[DATA UNDER STUDY]:
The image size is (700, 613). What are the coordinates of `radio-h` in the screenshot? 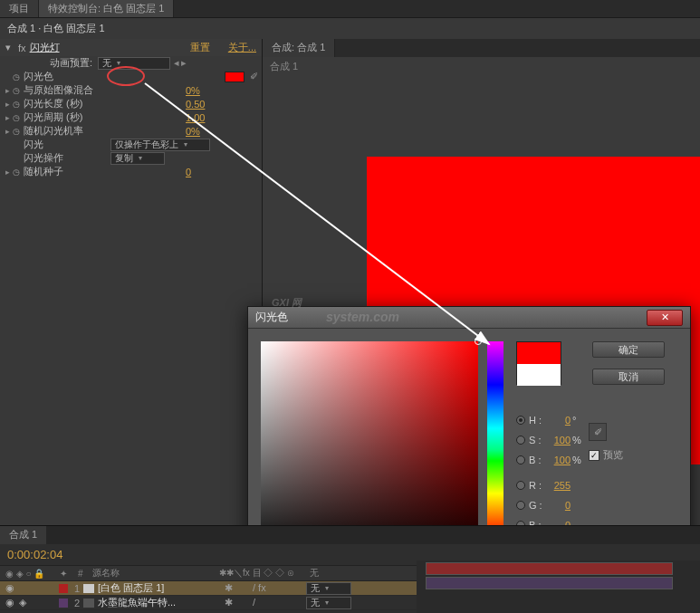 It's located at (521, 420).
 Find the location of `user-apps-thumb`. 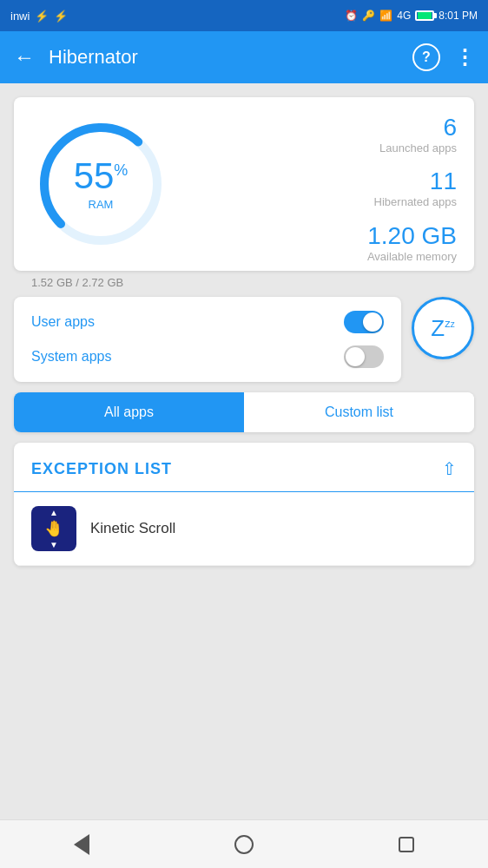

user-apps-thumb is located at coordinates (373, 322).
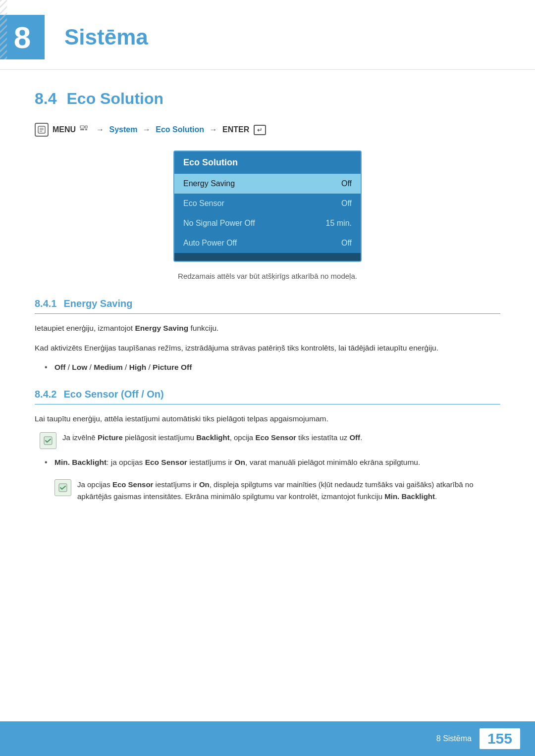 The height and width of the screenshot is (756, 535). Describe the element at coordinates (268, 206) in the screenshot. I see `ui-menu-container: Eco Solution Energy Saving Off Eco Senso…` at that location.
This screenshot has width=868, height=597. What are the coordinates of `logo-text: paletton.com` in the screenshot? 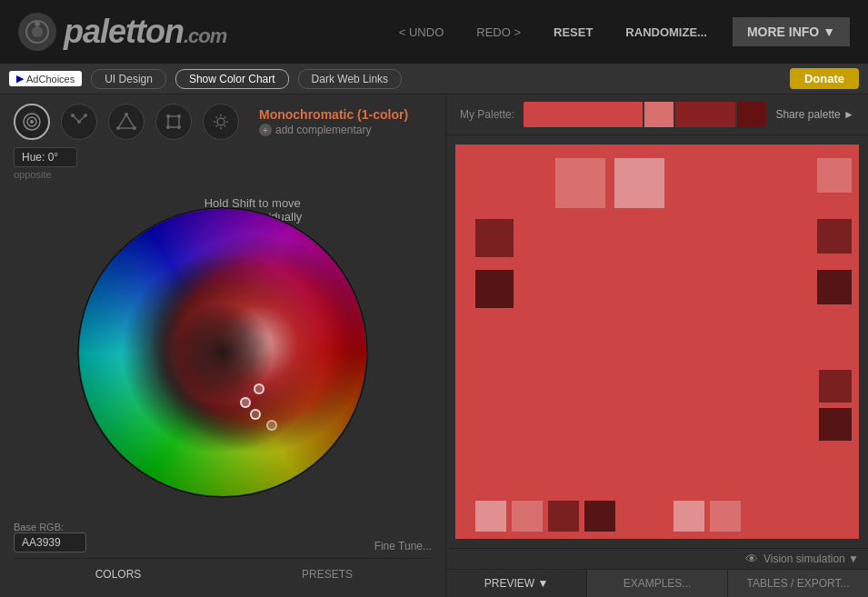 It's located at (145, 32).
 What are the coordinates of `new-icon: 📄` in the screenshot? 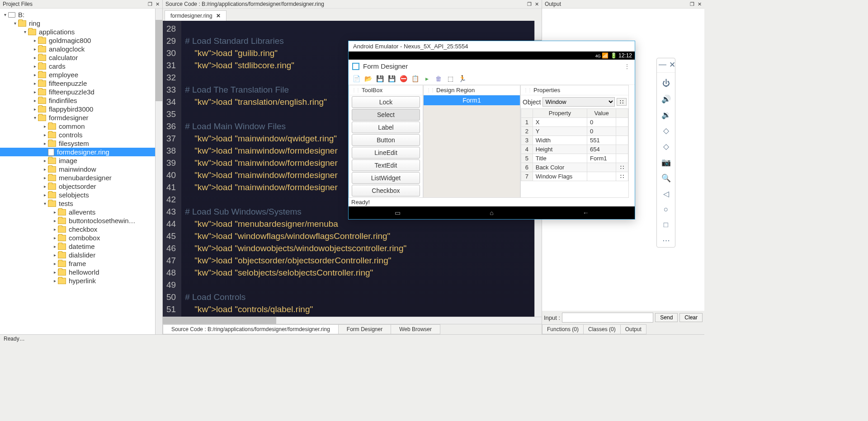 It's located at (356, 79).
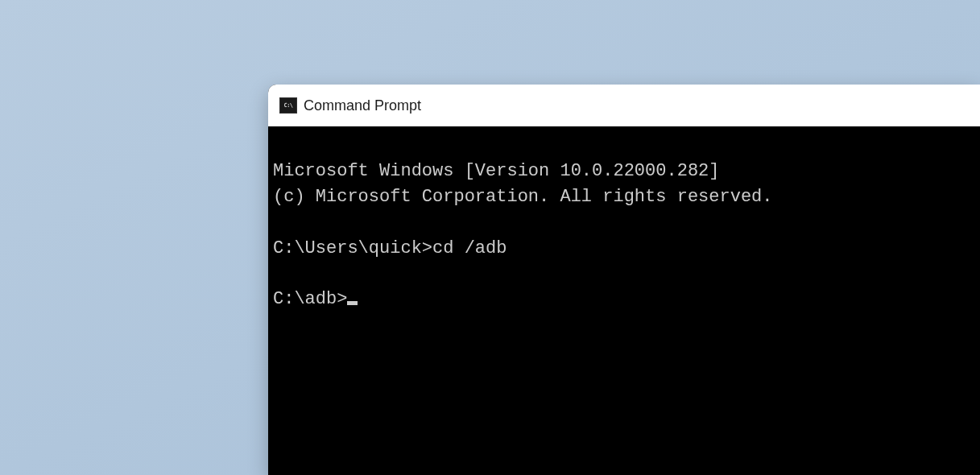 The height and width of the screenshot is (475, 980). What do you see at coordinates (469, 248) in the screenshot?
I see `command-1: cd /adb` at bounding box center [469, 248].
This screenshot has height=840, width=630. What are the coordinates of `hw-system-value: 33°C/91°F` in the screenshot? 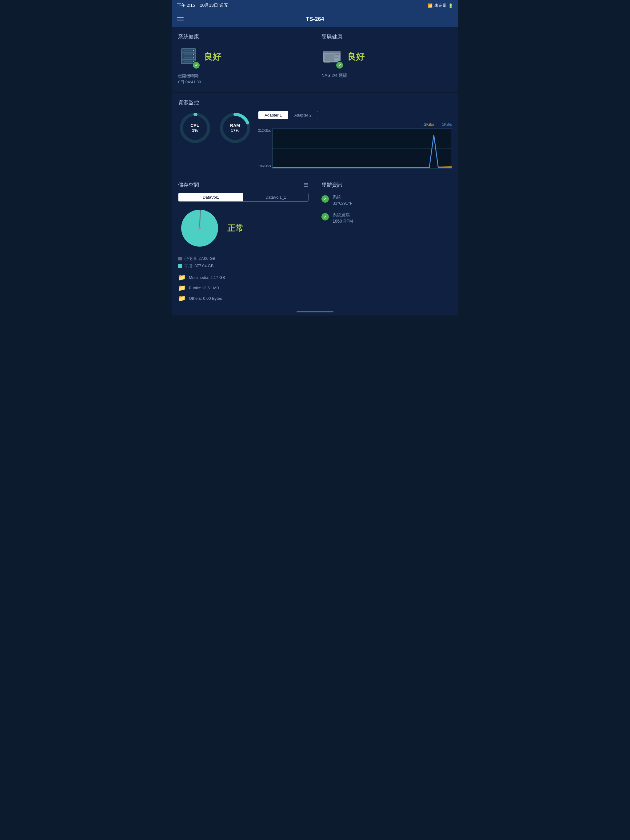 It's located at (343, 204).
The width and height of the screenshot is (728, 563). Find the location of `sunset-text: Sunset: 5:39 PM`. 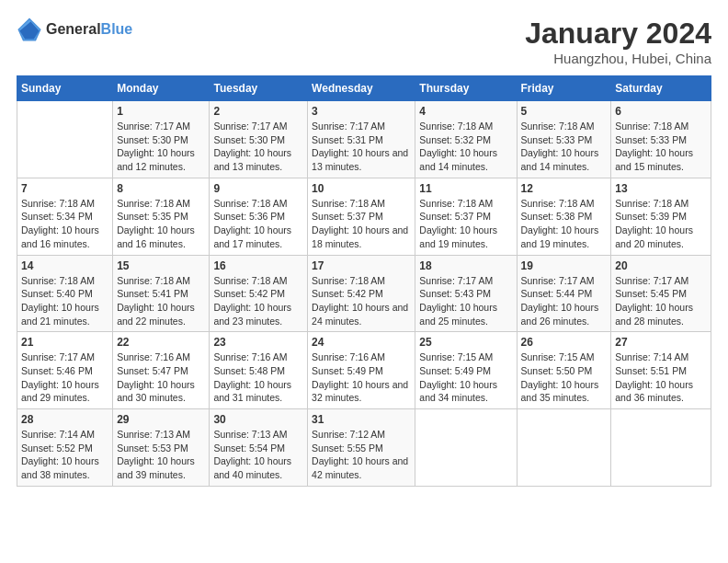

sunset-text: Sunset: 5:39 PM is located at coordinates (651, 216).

[DESCRIPTION OF THE TASK]: The span to retype runs from the line containing "The width and" through the last line of the listing above, both ends included; copy it exactly, without pictures.

[TASK SOLUTION]:
The width and height of the screenshot is (728, 563). Find the location of `sunset-text: Sunset: 5:39 PM`. 

sunset-text: Sunset: 5:39 PM is located at coordinates (651, 216).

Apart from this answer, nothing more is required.